Friday, May. 19, 1967
Potted Ivy
In a wide-ranging analysis of alienated students--the bored, the unhappy, the apathetic--University of Wisconsin Psychiatrist Seymour L. Halleck told a meeting of the American Psychiatric Association in Detroit last week: "Smoking marijuana has become almost an emblem of alienation. The alienated student realizes that the use of 'pot' mortifies his parents and enrages authorities." Unable to change a flawed world, the alienated also seek a quick, "autoplastic adjustment" in themselves: "They can create a new inner reality simply by taking a pill or smoking a marijuana cigarette."
Statistics seem to support Halleck. A recent poll indicated that 15% of Princeton undergraduates had experimented with drugs, and that a surprising two-thirds of these were on the dean's list. The Crimson figured that 25% of Harvard students had smoked marijuana at least once. On the basis of a survey that he has just completed, Yale's chief psychiatrist, Dr. Robert Arnstein, estimated last week that 20% of Yale students have smoked pot, half of them four or more times.
According to Wisconsin Psychiatrist Halleck, one of the root causes of student alienation is isolation from adults: 'A student can spend months on a large campus without having a conversation with a person over 30." As a result, students develop "subcultures dedicated to the rejection of adult values." When it comes to drugs, though, the ironic fact s that often the adults with whom alienated students do establish contact are themselves narcotics users. Example: ast month Yale's popular Art History Instructor William Woody, 30, was arrested by New Haven police for possessing marijuana. At the State University of New York at Buffalo, Critic-Novelist ,Leslie Fiedler, 50, was arrested in his home during a pot-and-hashish party, together with his wife, his 26-year-old son, the son's wife and two 17-year-old boys. Fiedler, who will be tried on drug charges next month, declared that "What's really involved is not a criminal proceeding but an attempt to limit my freedom of speech." Fiedler wants to legalize pot--a seeming recipe for more student alienation.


◆ Task brief:
Determine how many lines in the records below contain "screenshot", then state that number alone.

◆ Data to process:
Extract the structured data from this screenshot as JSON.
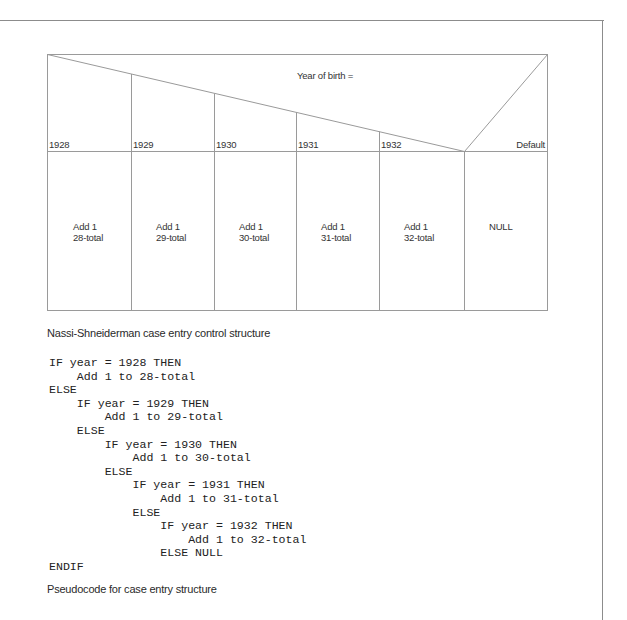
{
  "diagram": {
    "condition_label": "Year of birth =",
    "cases": [
      {
        "value": "1928",
        "action_line1": "Add 1",
        "action_line2": "28-total"
      },
      {
        "value": "1929",
        "action_line1": "Add 1",
        "action_line2": "29-total"
      },
      {
        "value": "1930",
        "action_line1": "Add 1",
        "action_line2": "30-total"
      },
      {
        "value": "1931",
        "action_line1": "Add 1",
        "action_line2": "31-total"
      },
      {
        "value": "1932",
        "action_line1": "Add 1",
        "action_line2": "32-total"
      }
    ],
    "default": {
      "label": "Default",
      "action": "NULL"
    },
    "caption": "Nassi-Shneiderman case entry control structure"
  },
  "pseudocode": {
    "lines": [
      {
        "indent": 0,
        "text": "IF year = 1928 THEN"
      },
      {
        "indent": 4,
        "text": "Add 1 to 28-total"
      },
      {
        "indent": 0,
        "text": "ELSE"
      },
      {
        "indent": 4,
        "text": "IF year = 1929 THEN"
      },
      {
        "indent": 8,
        "text": "Add 1 to 29-total"
      },
      {
        "indent": 4,
        "text": "ELSE"
      },
      {
        "indent": 8,
        "text": "IF year = 1930 THEN"
      },
      {
        "indent": 12,
        "text": "Add 1 to 30-total"
      },
      {
        "indent": 8,
        "text": "ELSE"
      },
      {
        "indent": 12,
        "text": "IF year = 1931 THEN"
      },
      {
        "indent": 16,
        "text": "Add 1 to 31-total"
      },
      {
        "indent": 12,
        "text": "ELSE"
      },
      {
        "indent": 16,
        "text": "IF year = 1932 THEN"
      },
      {
        "indent": 20,
        "text": "Add 1 to 32-total"
      },
      {
        "indent": 16,
        "text": "ELSE NULL"
      },
      {
        "indent": 0,
        "text": "ENDIF"
      }
    ],
    "caption": "Pseudocode for case entry structure"
  },
  "colors": {
    "line": "#9a9a9a",
    "frame": "#8c8c8c",
    "text": "#2a2a2a"
  }
}
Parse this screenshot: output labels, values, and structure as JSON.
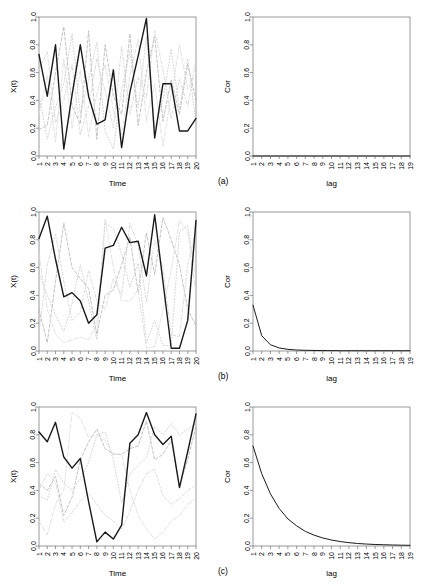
{
  "figure": {
    "width": 428,
    "height": 586,
    "background": "#ffffff",
    "series_color_main": "#1a1a1a",
    "series_color_faint": "#c8c8c8",
    "series_color_mid": "#9a9a9a",
    "axis_color": "#808080"
  },
  "panels": [
    {
      "tag": "(a)",
      "left": {
        "axis": {
          "ylabel": "X(t)",
          "xlabel": "Time"
        }
      },
      "right": {
        "axis": {
          "ylabel": "Cor",
          "xlabel": "lag"
        }
      }
    },
    {
      "tag": "(b)",
      "left": {
        "axis": {
          "ylabel": "X(t)",
          "xlabel": "Time"
        }
      },
      "right": {
        "axis": {
          "ylabel": "Cor",
          "xlabel": "lag"
        }
      }
    },
    {
      "tag": "(c)",
      "left": {
        "axis": {
          "ylabel": "X(t)",
          "xlabel": "Time"
        }
      },
      "right": {
        "axis": {
          "ylabel": "Cor",
          "xlabel": "lag"
        }
      }
    }
  ],
  "chart_data": [
    {
      "id": "a-timeseries",
      "type": "line",
      "title": "",
      "xlabel": "Time",
      "ylabel": "X(t)",
      "xlim": [
        1,
        20
      ],
      "ylim": [
        0,
        1
      ],
      "yticks": [
        0.0,
        0.2,
        0.4,
        0.6,
        0.8,
        1.0
      ],
      "yticklabels": [
        "0.0",
        "0.2",
        "0.4",
        "0.6",
        "0.8",
        "1.0"
      ],
      "x": [
        1,
        2,
        3,
        4,
        5,
        6,
        7,
        8,
        9,
        10,
        11,
        12,
        13,
        14,
        15,
        16,
        17,
        18,
        19,
        20
      ],
      "xticklabels": [
        "1",
        "2",
        "3",
        "4",
        "5",
        "6",
        "7",
        "8",
        "9",
        "10",
        "11",
        "12",
        "13",
        "14",
        "15",
        "16",
        "17",
        "18",
        "19",
        "20"
      ],
      "grid": false,
      "legend": "none",
      "series": [
        {
          "name": "main",
          "style": "solid",
          "color": "#1a1a1a",
          "width": 1.4,
          "values": [
            0.73,
            0.43,
            0.8,
            0.05,
            0.44,
            0.8,
            0.43,
            0.23,
            0.26,
            0.62,
            0.06,
            0.46,
            0.72,
            0.99,
            0.13,
            0.52,
            0.52,
            0.18,
            0.18,
            0.27
          ]
        },
        {
          "name": "background-1",
          "style": "dashed",
          "color": "#b4b4b4",
          "width": 0.8,
          "values": [
            0.19,
            0.22,
            0.6,
            0.93,
            0.36,
            0.23,
            0.9,
            0.12,
            0.8,
            0.43,
            0.3,
            0.88,
            0.22,
            0.6,
            0.86,
            0.25,
            0.55,
            0.3,
            0.66,
            0.4
          ]
        },
        {
          "name": "background-2",
          "style": "dotted",
          "color": "#c8c8c8",
          "width": 0.8,
          "values": [
            0.44,
            0.12,
            0.35,
            0.52,
            0.88,
            0.3,
            0.55,
            0.82,
            0.18,
            0.05,
            0.48,
            0.75,
            0.35,
            0.86,
            0.2,
            0.4,
            0.77,
            0.33,
            0.7,
            0.24
          ]
        },
        {
          "name": "background-3",
          "style": "dotdash",
          "color": "#d2d2d2",
          "width": 0.8,
          "values": [
            0.62,
            0.75,
            0.24,
            0.4,
            0.66,
            0.15,
            0.36,
            0.7,
            0.47,
            0.2,
            0.79,
            0.3,
            0.57,
            0.42,
            0.9,
            0.62,
            0.27,
            0.55,
            0.36,
            0.7
          ]
        },
        {
          "name": "background-4",
          "style": "longdash",
          "color": "#dcdcdc",
          "width": 0.8,
          "values": [
            0.3,
            0.58,
            0.1,
            0.7,
            0.2,
            0.62,
            0.14,
            0.45,
            0.66,
            0.33,
            0.15,
            0.58,
            0.84,
            0.25,
            0.52,
            0.07,
            0.44,
            0.8,
            0.48,
            0.6
          ]
        }
      ]
    },
    {
      "id": "a-correlation",
      "type": "line",
      "title": "",
      "xlabel": "lag",
      "ylabel": "Cor",
      "xlim": [
        1,
        19
      ],
      "ylim": [
        0,
        1
      ],
      "yticks": [
        0.0,
        0.2,
        0.4,
        0.6,
        0.8,
        1.0
      ],
      "yticklabels": [
        "0.0",
        "0.2",
        "0.4",
        "0.6",
        "0.8",
        "1.0"
      ],
      "x": [
        1,
        2,
        3,
        4,
        5,
        6,
        7,
        8,
        9,
        10,
        11,
        12,
        13,
        14,
        15,
        16,
        17,
        18,
        19
      ],
      "xticklabels": [
        "1",
        "2",
        "3",
        "4",
        "5",
        "6",
        "7",
        "8",
        "9",
        "10",
        "11",
        "12",
        "13",
        "14",
        "15",
        "16",
        "17",
        "18",
        "19"
      ],
      "grid": false,
      "legend": "none",
      "series": [
        {
          "name": "correlation",
          "style": "solid",
          "color": "#1a1a1a",
          "width": 1.0,
          "values": [
            0.0,
            0.0,
            0.0,
            0.0,
            0.0,
            0.0,
            0.0,
            0.0,
            0.0,
            0.0,
            0.0,
            0.0,
            0.0,
            0.0,
            0.0,
            0.0,
            0.0,
            0.0,
            0.0
          ]
        }
      ]
    },
    {
      "id": "b-timeseries",
      "type": "line",
      "title": "",
      "xlabel": "Time",
      "ylabel": "X(t)",
      "xlim": [
        1,
        20
      ],
      "ylim": [
        0,
        1
      ],
      "yticks": [
        0.0,
        0.2,
        0.4,
        0.6,
        0.8,
        1.0
      ],
      "yticklabels": [
        "0.0",
        "0.2",
        "0.4",
        "0.6",
        "0.8",
        "1.0"
      ],
      "x": [
        1,
        2,
        3,
        4,
        5,
        6,
        7,
        8,
        9,
        10,
        11,
        12,
        13,
        14,
        15,
        16,
        17,
        18,
        19,
        20
      ],
      "xticklabels": [
        "1",
        "2",
        "3",
        "4",
        "5",
        "6",
        "7",
        "8",
        "9",
        "10",
        "11",
        "12",
        "13",
        "14",
        "15",
        "16",
        "17",
        "18",
        "19",
        "20"
      ],
      "grid": false,
      "legend": "none",
      "series": [
        {
          "name": "main",
          "style": "solid",
          "color": "#1a1a1a",
          "width": 1.4,
          "values": [
            0.81,
            0.97,
            0.66,
            0.39,
            0.42,
            0.36,
            0.2,
            0.26,
            0.74,
            0.76,
            0.89,
            0.78,
            0.79,
            0.54,
            0.98,
            0.5,
            0.02,
            0.02,
            0.22,
            0.94
          ]
        },
        {
          "name": "background-1",
          "style": "dashed",
          "color": "#b4b4b4",
          "width": 0.8,
          "values": [
            0.3,
            0.06,
            0.5,
            0.92,
            0.6,
            0.52,
            0.45,
            0.12,
            0.4,
            0.44,
            0.62,
            0.82,
            0.42,
            0.85,
            0.55,
            0.96,
            0.8,
            0.62,
            0.3,
            0.18
          ]
        },
        {
          "name": "background-2",
          "style": "dotted",
          "color": "#c8c8c8",
          "width": 0.8,
          "values": [
            0.56,
            0.4,
            0.26,
            0.14,
            0.34,
            0.62,
            0.36,
            0.08,
            0.92,
            0.88,
            0.7,
            0.46,
            0.63,
            0.06,
            0.22,
            0.04,
            0.04,
            0.86,
            0.9,
            0.52
          ]
        },
        {
          "name": "background-3",
          "style": "dotdash",
          "color": "#d2d2d2",
          "width": 0.8,
          "values": [
            0.13,
            0.62,
            0.84,
            0.5,
            0.22,
            0.28,
            0.58,
            0.36,
            0.3,
            0.52,
            0.4,
            0.92,
            0.76,
            0.35,
            0.8,
            0.6,
            0.12,
            0.1,
            0.62,
            0.86
          ]
        },
        {
          "name": "background-4",
          "style": "longdash",
          "color": "#dcdcdc",
          "width": 0.8,
          "values": [
            0.7,
            0.3,
            0.12,
            0.06,
            0.08,
            0.1,
            0.08,
            0.2,
            0.95,
            0.6,
            0.36,
            0.36,
            0.44,
            0.02,
            0.03,
            0.3,
            0.58,
            0.94,
            0.86,
            0.4
          ]
        }
      ]
    },
    {
      "id": "b-correlation",
      "type": "line",
      "title": "",
      "xlabel": "lag",
      "ylabel": "Cor",
      "xlim": [
        1,
        19
      ],
      "ylim": [
        0,
        1
      ],
      "yticks": [
        0.0,
        0.2,
        0.4,
        0.6,
        0.8,
        1.0
      ],
      "yticklabels": [
        "0.0",
        "0.2",
        "0.4",
        "0.6",
        "0.8",
        "1.0"
      ],
      "x": [
        1,
        2,
        3,
        4,
        5,
        6,
        7,
        8,
        9,
        10,
        11,
        12,
        13,
        14,
        15,
        16,
        17,
        18,
        19
      ],
      "xticklabels": [
        "1",
        "2",
        "3",
        "4",
        "5",
        "6",
        "7",
        "8",
        "9",
        "10",
        "11",
        "12",
        "13",
        "14",
        "15",
        "16",
        "17",
        "18",
        "19"
      ],
      "grid": false,
      "legend": "none",
      "series": [
        {
          "name": "correlation",
          "style": "solid",
          "color": "#1a1a1a",
          "width": 1.0,
          "values": [
            0.33,
            0.11,
            0.045,
            0.022,
            0.012,
            0.007,
            0.005,
            0.004,
            0.003,
            0.003,
            0.002,
            0.002,
            0.002,
            0.002,
            0.002,
            0.002,
            0.002,
            0.002,
            0.002
          ]
        }
      ]
    },
    {
      "id": "c-timeseries",
      "type": "line",
      "title": "",
      "xlabel": "Time",
      "ylabel": "X(t)",
      "xlim": [
        1,
        20
      ],
      "ylim": [
        0,
        1
      ],
      "yticks": [
        0.0,
        0.2,
        0.4,
        0.6,
        0.8,
        1.0
      ],
      "yticklabels": [
        "0.0",
        "0.2",
        "0.4",
        "0.6",
        "0.8",
        "1.0"
      ],
      "x": [
        1,
        2,
        3,
        4,
        5,
        6,
        7,
        8,
        9,
        10,
        11,
        12,
        13,
        14,
        15,
        16,
        17,
        18,
        19,
        20
      ],
      "xticklabels": [
        "1",
        "2",
        "3",
        "4",
        "5",
        "6",
        "7",
        "8",
        "9",
        "10",
        "11",
        "12",
        "13",
        "14",
        "15",
        "16",
        "17",
        "18",
        "19",
        "20"
      ],
      "grid": false,
      "legend": "none",
      "series": [
        {
          "name": "main",
          "style": "solid",
          "color": "#1a1a1a",
          "width": 1.4,
          "values": [
            0.82,
            0.75,
            0.89,
            0.64,
            0.56,
            0.63,
            0.32,
            0.03,
            0.1,
            0.05,
            0.15,
            0.74,
            0.8,
            0.96,
            0.8,
            0.73,
            0.79,
            0.42,
            0.68,
            0.95
          ]
        },
        {
          "name": "background-1",
          "style": "dashed",
          "color": "#b4b4b4",
          "width": 0.8,
          "values": [
            0.45,
            0.4,
            0.5,
            0.22,
            0.35,
            0.62,
            0.75,
            0.84,
            0.7,
            0.66,
            0.66,
            0.7,
            0.72,
            0.9,
            0.62,
            0.66,
            0.76,
            0.43,
            0.62,
            0.86
          ]
        },
        {
          "name": "background-2",
          "style": "dotted",
          "color": "#c8c8c8",
          "width": 0.8,
          "values": [
            0.36,
            0.33,
            0.55,
            0.45,
            0.4,
            0.48,
            0.6,
            0.8,
            0.82,
            0.62,
            0.31,
            0.52,
            0.58,
            0.64,
            0.86,
            0.8,
            0.88,
            0.8,
            0.84,
            0.88
          ]
        },
        {
          "name": "background-3",
          "style": "dotdash",
          "color": "#d2d2d2",
          "width": 0.8,
          "values": [
            0.4,
            0.52,
            0.46,
            0.17,
            0.24,
            0.32,
            0.38,
            0.3,
            0.22,
            0.18,
            0.12,
            0.25,
            0.4,
            0.52,
            0.55,
            0.36,
            0.3,
            0.34,
            0.4,
            0.44
          ]
        },
        {
          "name": "background-4",
          "style": "longdash",
          "color": "#dcdcdc",
          "width": 0.8,
          "values": [
            0.18,
            0.08,
            0.3,
            0.4,
            0.96,
            0.92,
            0.78,
            0.8,
            0.76,
            0.66,
            0.66,
            0.4,
            0.22,
            0.12,
            0.05,
            0.1,
            0.18,
            0.22,
            0.3,
            0.34
          ]
        }
      ]
    },
    {
      "id": "c-correlation",
      "type": "line",
      "title": "",
      "xlabel": "lag",
      "ylabel": "Cor",
      "xlim": [
        1,
        19
      ],
      "ylim": [
        0,
        1
      ],
      "yticks": [
        0.0,
        0.2,
        0.4,
        0.6,
        0.8,
        1.0
      ],
      "yticklabels": [
        "0.0",
        "0.2",
        "0.4",
        "0.6",
        "0.8",
        "1.0"
      ],
      "x": [
        1,
        2,
        3,
        4,
        5,
        6,
        7,
        8,
        9,
        10,
        11,
        12,
        13,
        14,
        15,
        16,
        17,
        18,
        19
      ],
      "xticklabels": [
        "1",
        "2",
        "3",
        "4",
        "5",
        "6",
        "7",
        "8",
        "9",
        "10",
        "11",
        "12",
        "13",
        "14",
        "15",
        "16",
        "17",
        "18",
        "19"
      ],
      "grid": false,
      "legend": "none",
      "series": [
        {
          "name": "correlation",
          "style": "solid",
          "color": "#1a1a1a",
          "width": 1.0,
          "values": [
            0.72,
            0.52,
            0.375,
            0.27,
            0.195,
            0.145,
            0.105,
            0.078,
            0.058,
            0.043,
            0.032,
            0.024,
            0.018,
            0.014,
            0.011,
            0.009,
            0.007,
            0.006,
            0.005
          ]
        }
      ]
    }
  ]
}
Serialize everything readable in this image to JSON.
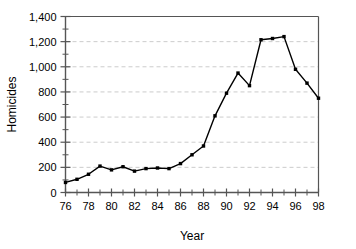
{
  "chart_data": {
    "type": "line",
    "title": "",
    "xlabel": "Year",
    "ylabel": "Homicides",
    "x": [
      76,
      77,
      78,
      79,
      80,
      81,
      82,
      83,
      84,
      85,
      86,
      87,
      88,
      89,
      90,
      91,
      92,
      93,
      94,
      95,
      96,
      97,
      98
    ],
    "values": [
      80,
      105,
      145,
      210,
      180,
      205,
      170,
      190,
      195,
      190,
      230,
      300,
      370,
      610,
      790,
      950,
      850,
      1215,
      1225,
      1240,
      980,
      870,
      750
    ],
    "x_tick_labels": [
      "76",
      "78",
      "80",
      "82",
      "84",
      "86",
      "88",
      "90",
      "92",
      "94",
      "96",
      "98"
    ],
    "x_tick_values": [
      76,
      78,
      80,
      82,
      84,
      86,
      88,
      90,
      92,
      94,
      96,
      98
    ],
    "y_tick_labels": [
      "0",
      "200",
      "400",
      "600",
      "800",
      "1,000",
      "1,200",
      "1,400"
    ],
    "y_tick_values": [
      0,
      200,
      400,
      600,
      800,
      1000,
      1200,
      1400
    ],
    "y_minor_step": 100,
    "xlim": [
      76,
      98
    ],
    "ylim": [
      0,
      1400
    ],
    "grid": true,
    "grid_axis": "y",
    "legend": "none",
    "marker": "square",
    "line_color": "#000000",
    "marker_color": "#000000",
    "grid_color": "#cccccc",
    "axis_color": "#555555",
    "background": "#ffffff"
  }
}
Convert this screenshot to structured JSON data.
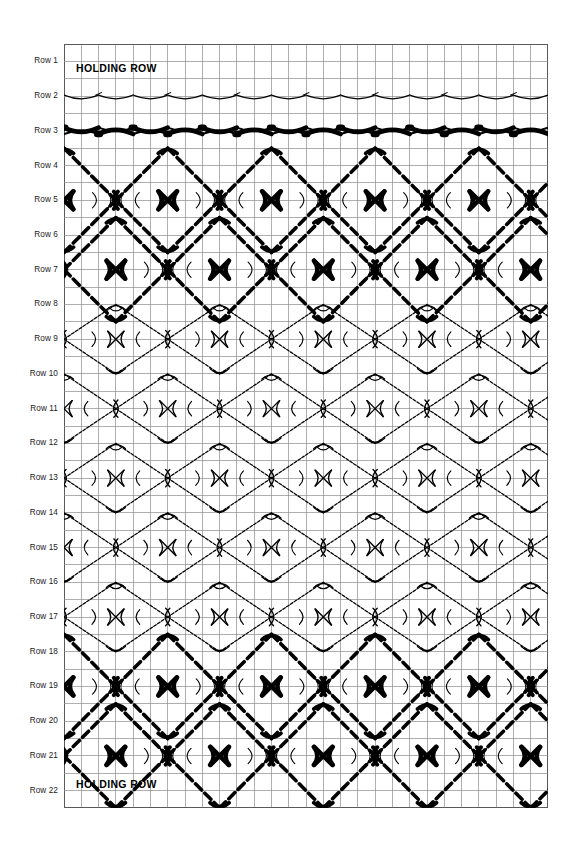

◆ Answer to this exercise:
3